As usual at this time of year, it’s election day in Britain, with local council elections across much of England. As I explained last year, these polls are intrinsically “no more important than local elections in Australia”, but commentators invest them with national significance: “If the political class, desperate for guidance of some sort, thinks these elections are important, then they are.”

Like last year, the big national issue is the transition of power in the Labour Party. Ten years on from his first election, Tony Blair is on the point of announcing his retirement, and will hand over rather unwillingly to chancellor of the exchequer Gordon Brown.

It’s not clear that this will do anything for his party’s fortunes.

Although Blair is personally unpopular within Labour in a way Brown is not, there is little evidence that the electorate at large draws much of a distinction between them. Blair’s supporters have tried hard to convince David Miliband to run against Brown, but he evidently prefers to hold himself in reserve.

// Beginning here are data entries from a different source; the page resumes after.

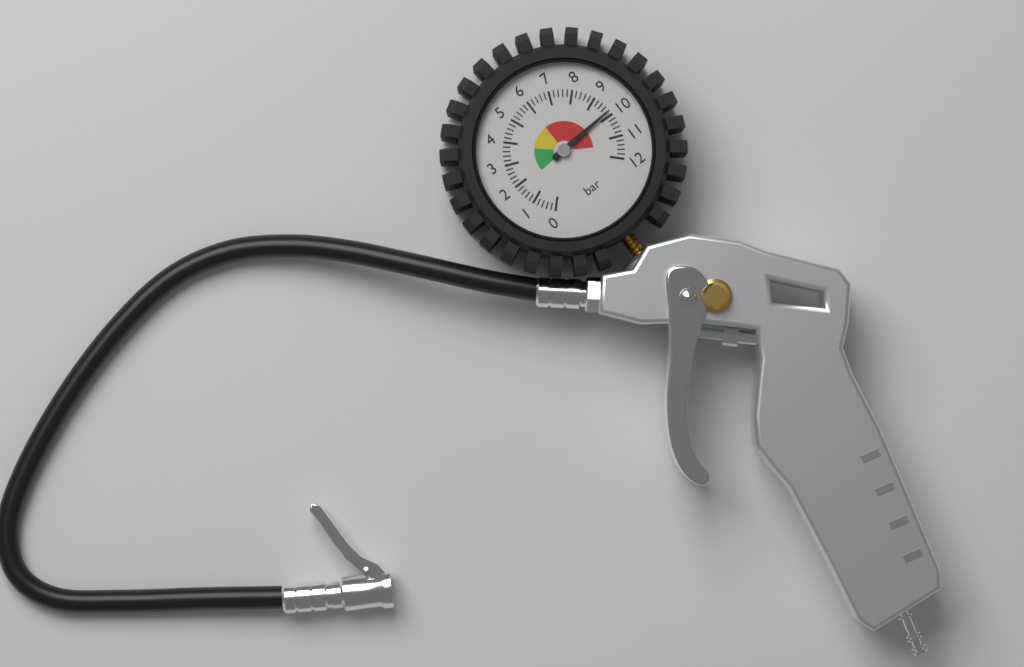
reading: 9.8 bar
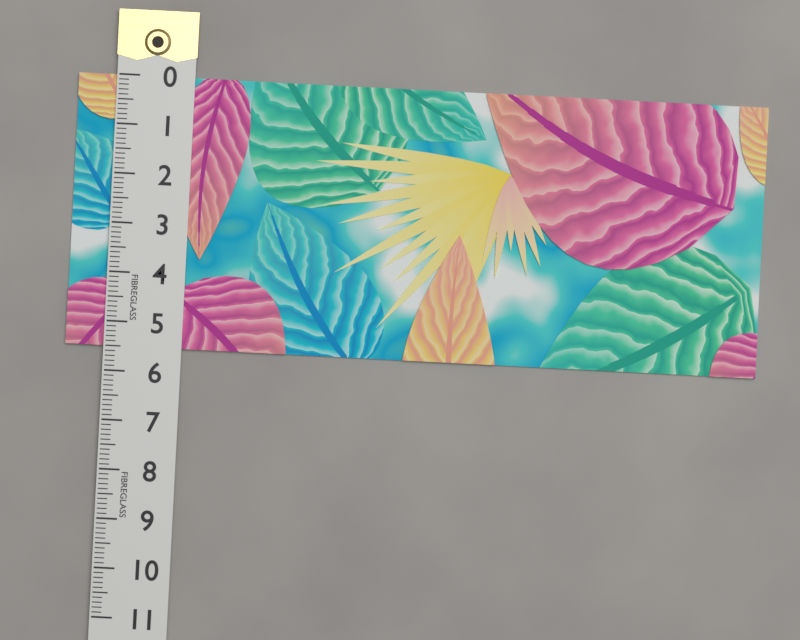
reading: 5.5 (no unit)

The most interesting poll today is in Scotland, where the devolved Scottish parliament is up for election as well as local authorities (ditto for Wales, but it seems less controversial). Brown is himself Scottish – more so than Blair, who was born there but regards himself as English – and Scotland has been a Labour stronghold for many years.

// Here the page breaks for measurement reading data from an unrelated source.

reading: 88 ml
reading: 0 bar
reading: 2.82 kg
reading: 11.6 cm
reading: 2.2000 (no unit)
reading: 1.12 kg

But the Scottish parliament is elected by proportional representation (strictly a hybrid system, but largely proportional), so no single party can win a majority. In a four party system, Labour currently governs in coalition with the Liberal Democrats: they have 67 seats between them, as against 27 for the Scottish Nationalists, 18 Conservatives, and 17 for minor parties and independents.

The Scottish Nationalists have been gaining in the opinion polls, and the consensus is that they will emerge as the largest party (Wikipedia has a good compilation of poll results). If so, there will probably follow a period of bargaining as they try to put together a majority coalition, with the Lib Dems and the Greens as their most likely partners.

The Nationalists have promised a referendum on Scottish independence, but none of the other parties are at all keen on the idea. The irony is those who are most opposed to it – the Tories and their allies – also have the most to gain from removing Scottish MPs from Westminster, and especially from the discomfort it would cause Brown.

The union of England and Scotland is now 300 years old, but it has rarely looked so fragile. It may take another term, but sooner or later the Scots will probably get to vote on whether they want to go it alone.